Well, we’re still three thousand miles and eight days away, but it feels like a different trip, now that we’re heading East instead of West or North and our own home is at the end of the road. We left Seattle around 9 on Monday, and by 10 the city was well behind us and we’d entered the mountainous terrain of Eastern Washington.
In the Northwest, it seems every major road follows a creek or river, and Route 2 hugs the Wenatchee River most of the way. It’s a beautiful river with all shades of personality: an overgrown brook gurgling over rocks turning to enthusiastic whitewater in a broadening river until it reaches the Columbia River just north of the town of Wenatchee.
We ate lunch in Leavenworth, a town that, faced with extinction in the early 1900s when the mining and logging industries dried up and the railroad literally pulled up its tracks and left, completely reinvented itself to be a Bavarian village. The helpful woman at the Visitor Center was dressed like a character out of Heidi.
“There’s no German heritage here'” she said. “It’s all Walt Disney. A couple of creative developers saw the potential of building a tourist industry on the Bavarian nature of the surroundings and sold it to the city council. The business community bought into it as well and created what we have today.”
What they have is a thriving winter sports industry, as well as a busy fall Octoberfest and March and April bring tourists when the snow is melting. From what we observed, the summer season is well-attended too.
Shortly after heading out of Leavenworth, we met up with the bicyclists who had signed on for the 2013 RAW (Ride Across Washington) 15: “Pines to Vines.” They were well into their third day of the ride traveling 65 miles from Lake Chelan to Leavenworth which included 2,972 feet of climbing and 2,920 feet of descent. We agreed they were made of sturdier stuff than we, and we especially cheered on those at the rear, a good 30 miles or so behind the head of the pack. Fortunately they had a day of rest to look forward to at Leavenworth.
Making time and miles was the agenda for the rest of the day, except for a brief detour through Spokane, a city we’ve skirted several times on convenient bypasses to avoid the town traffic, to see their Riverfront Park. The river was less than notable, moving sluggishly along the park, but the park sculpture was delightful: a huge wagon for the children, and an inspirational crowd of runners in metal.
We spent the night just across the state line at a campground in Post Falls, Idaho. Tomorrow, we’ll spend a brief time crossing the panhandle of Idaho and head on into Montana.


Lines containing "Settings" should be pulled from the material below.
------------------------------------------------------------
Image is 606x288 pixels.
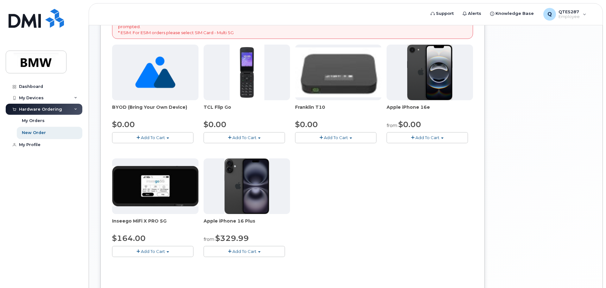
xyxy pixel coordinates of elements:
[112,132,193,143] button: Add To Cart
[547,10,552,18] span: Q
[112,104,199,117] div: BYOD (Bring Your Own Device)
[112,120,135,129] span: $0.00
[204,246,285,257] button: Add To Cart
[539,8,591,21] div: QTE5287
[558,14,580,19] span: Employee
[232,135,256,140] span: Add To Cart
[426,7,458,20] a: Support
[415,135,439,140] span: Add To Cart
[407,45,453,100] img: iphone16e.png
[387,104,473,117] div: Apple iPhone 16e
[141,135,165,140] span: Add To Cart
[230,45,264,100] img: TCL_FLIP_MODE.jpg
[204,120,226,129] span: $0.00
[436,10,454,17] span: Support
[141,249,165,254] span: Add To Cart
[215,234,249,243] span: $329.99
[324,135,348,140] span: Add To Cart
[232,249,256,254] span: Add To Cart
[295,47,382,98] img: t10.jpg
[295,120,318,129] span: $0.00
[578,261,601,284] iframe: Messenger Launcher
[112,246,193,257] button: Add To Cart
[204,132,285,143] button: Add To Cart
[112,166,199,207] img: cut_small_inseego_5G.jpg
[224,159,269,214] img: iphone_16_plus.png
[387,123,397,129] small: from
[387,132,468,143] button: Add To Cart
[204,237,214,243] small: from
[135,45,175,100] img: no_image_found-2caef05468ed5679b831cfe6fc140e25e0c280774317ffc20a367ab7fd17291e.png
[112,218,199,231] div: Inseego MiFi X PRO 5G
[398,120,421,129] span: $0.00
[295,104,382,117] div: Franklin T10
[458,7,486,20] a: Alerts
[558,9,580,14] span: QTE5287
[295,132,376,143] button: Add To Cart
[495,10,534,17] span: Knowledge Base
[204,218,290,231] div: Apple iPhone 16 Plus
[486,7,538,20] a: Knowledge Base
[112,234,146,243] span: $164.00
[204,104,290,117] div: TCL Flip Go
[468,10,481,17] span: Alerts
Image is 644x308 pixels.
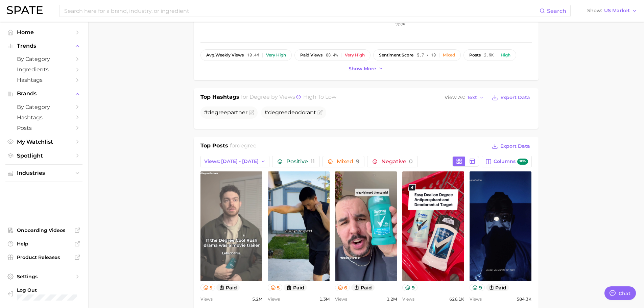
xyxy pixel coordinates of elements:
[5,168,83,178] button: Industries
[395,22,405,27] tspan: 2025
[17,43,71,49] span: Trends
[470,295,482,303] span: Views
[17,66,71,72] span: Ingredients
[17,227,71,233] span: Onboarding Videos
[402,284,418,291] button: 9
[5,238,83,249] a: Help
[5,271,83,282] a: Settings
[17,91,71,96] span: Brands
[317,110,323,115] button: Flag as miscategorized or irrelevant
[443,93,486,102] button: View AsText
[268,284,283,291] button: 5
[284,284,307,291] button: paid
[490,93,532,102] button: Export Data
[347,64,386,73] button: Show more
[517,158,528,165] span: new
[335,295,347,303] span: Views
[379,53,413,58] span: sentiment score
[286,159,315,164] span: Positive
[352,284,375,291] button: paid
[417,53,436,58] span: 5.7 / 10
[63,5,540,17] input: Search here for a brand, industry, or ingredient
[17,29,71,36] span: Home
[319,295,330,303] span: 1.3m
[207,53,244,58] span: weekly views
[17,114,71,120] span: Hashtags
[17,77,71,83] span: Hashtags
[5,27,83,37] a: Home
[5,123,83,133] a: Posts
[349,66,377,71] span: Show more
[5,285,83,302] a: Log out. Currently logged in with e-mail staiger.e@pg.com.
[5,136,83,147] a: My Watchlist
[17,139,71,145] span: My Watchlist
[17,56,71,62] span: by Category
[547,8,567,14] span: Search
[265,109,316,116] span: # deodorant
[337,159,360,164] span: Mixed
[201,49,292,61] button: avg.weekly views10.4mVery high
[387,295,397,303] span: 1.2m
[304,94,337,100] span: high to low
[201,142,228,152] h1: Top Posts
[467,95,477,99] span: Text
[490,142,532,151] button: Export Data
[494,158,528,165] span: Columns
[17,287,77,293] span: Log Out
[252,295,262,303] span: 5.2m
[7,6,43,14] img: SPATE
[17,170,71,176] span: Industries
[266,53,286,58] div: Very high
[500,143,530,149] span: Export Data
[5,75,83,85] a: Hashtags
[204,158,259,164] span: Views: [DATE] - [DATE]
[5,112,83,123] a: Hashtags
[17,240,71,247] span: Help
[482,156,532,167] button: Columnsnew
[247,53,259,58] span: 10.4m
[241,93,337,102] h2: for by Views
[5,150,83,161] a: Spotlight
[268,109,288,116] span: degree
[470,284,485,291] button: 9
[587,9,602,12] span: Show
[268,295,280,303] span: Views
[586,6,639,15] button: ShowUS Market
[5,225,83,235] a: Onboarding Videos
[17,153,71,159] span: Spotlight
[249,110,255,115] button: Flag as miscategorized or irrelevant
[311,158,315,165] span: 11
[17,273,71,279] span: Settings
[501,53,510,58] div: High
[450,295,464,303] span: 626.1k
[5,64,83,75] a: Ingredients
[443,53,455,58] div: Mixed
[237,142,256,149] span: degree
[5,54,83,64] a: by Category
[250,94,270,100] span: degree
[469,53,481,58] span: posts
[335,284,351,291] button: 6
[517,295,532,303] span: 584.3k
[5,41,83,51] button: Trends
[201,156,270,167] button: Views: [DATE] - [DATE]
[204,109,247,116] span: # partner
[381,159,413,164] span: Negative
[500,95,530,100] span: Export Data
[201,284,216,291] button: 5
[5,252,83,262] a: Product Releases
[230,142,256,152] h2: for
[294,49,371,61] button: paid views88.4%Very high
[207,109,227,116] span: degree
[5,88,83,99] button: Brands
[373,49,461,61] button: sentiment score5.7 / 10Mixed
[484,53,494,58] span: 2.9k
[356,158,360,165] span: 9
[217,284,240,291] button: paid
[409,158,413,165] span: 0
[345,53,365,58] div: Very high
[17,254,71,260] span: Product Releases
[445,95,465,99] span: View As
[300,53,323,58] span: paid views
[17,125,71,131] span: Posts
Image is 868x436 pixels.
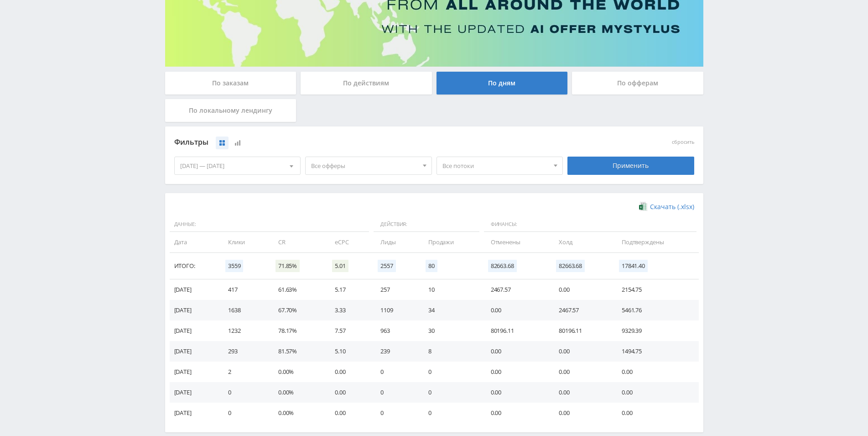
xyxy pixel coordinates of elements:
[325,232,371,253] td: eCPC
[373,217,479,232] span: Действия:
[612,300,698,320] td: 5461.76
[325,403,371,423] td: 0.00
[419,300,482,320] td: 34
[371,280,419,300] td: 257
[170,300,219,320] td: [DATE]
[612,232,698,253] td: Подтверждены
[371,320,419,341] td: 963
[549,403,612,423] td: 0.00
[419,232,482,253] td: Продажи
[549,320,612,341] td: 80196.11
[325,341,371,362] td: 5.10
[371,382,419,403] td: 0
[482,232,549,253] td: Отменены
[175,135,564,149] div: Фильтры
[549,300,612,320] td: 2467.57
[482,300,549,320] td: 0.00
[170,280,219,300] td: [DATE]
[371,341,419,362] td: 239
[419,362,482,382] td: 0
[311,157,418,175] span: Все офферы
[612,341,698,362] td: 1494.75
[619,260,647,272] span: 17841.40
[269,362,325,382] td: 0.00%
[549,280,612,300] td: 0.00
[269,320,325,341] td: 78.17%
[269,280,325,300] td: 61.63%
[672,139,694,145] button: сбросить
[612,403,698,423] td: 0.00
[572,72,704,95] div: По офферам
[378,260,395,272] span: 2557
[419,403,482,423] td: 0
[549,362,612,382] td: 0.00
[426,260,438,272] span: 80
[419,382,482,403] td: 0
[170,253,219,280] td: Итого:
[219,320,269,341] td: 1232
[419,320,482,341] td: 30
[332,260,348,272] span: 5.01
[325,382,371,403] td: 0.00
[219,362,269,382] td: 2
[225,260,243,272] span: 3559
[165,99,296,122] div: По локальному лендингу
[612,280,698,300] td: 2154.75
[436,72,568,95] div: По дням
[219,403,269,423] td: 0
[371,232,419,253] td: Лиды
[549,232,612,253] td: Холд
[549,341,612,362] td: 0.00
[612,382,698,403] td: 0.00
[269,232,325,253] td: CR
[482,403,549,423] td: 0.00
[484,217,696,232] span: Финансы:
[219,300,269,320] td: 1638
[556,260,585,272] span: 82663.68
[442,157,549,175] span: Все потоки
[371,300,419,320] td: 1109
[219,280,269,300] td: 417
[612,362,698,382] td: 0.00
[219,341,269,362] td: 293
[269,300,325,320] td: 67.70%
[170,382,219,403] td: [DATE]
[269,341,325,362] td: 81.57%
[170,403,219,423] td: [DATE]
[650,203,694,211] span: Скачать (.xlsx)
[325,300,371,320] td: 3.33
[170,341,219,362] td: [DATE]
[300,72,432,95] div: По действиям
[275,260,300,272] span: 71.85%
[170,320,219,341] td: [DATE]
[165,72,296,95] div: По заказам
[549,382,612,403] td: 0.00
[568,156,694,175] div: Применить
[371,362,419,382] td: 0
[419,341,482,362] td: 8
[488,260,517,272] span: 82663.68
[612,320,698,341] td: 9329.39
[419,280,482,300] td: 10
[482,341,549,362] td: 0.00
[269,382,325,403] td: 0.00%
[269,403,325,423] td: 0.00%
[325,320,371,341] td: 7.57
[219,382,269,403] td: 0
[639,202,693,211] a: Скачать (.xlsx)
[170,232,219,253] td: Дата
[170,362,219,382] td: [DATE]
[482,362,549,382] td: 0.00
[482,320,549,341] td: 80196.11
[371,403,419,423] td: 0
[325,362,371,382] td: 0.00
[219,232,269,253] td: Клики
[325,280,371,300] td: 5.17
[175,157,300,175] div: [DATE] — [DATE]
[639,202,647,211] img: xlsx
[482,382,549,403] td: 0.00
[482,280,549,300] td: 2467.57
[170,217,369,232] span: Данные:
------------------------------------------------------------
### Answer to this exercise
[5,271,83,282] a: Settings
[17,273,71,279] span: Settings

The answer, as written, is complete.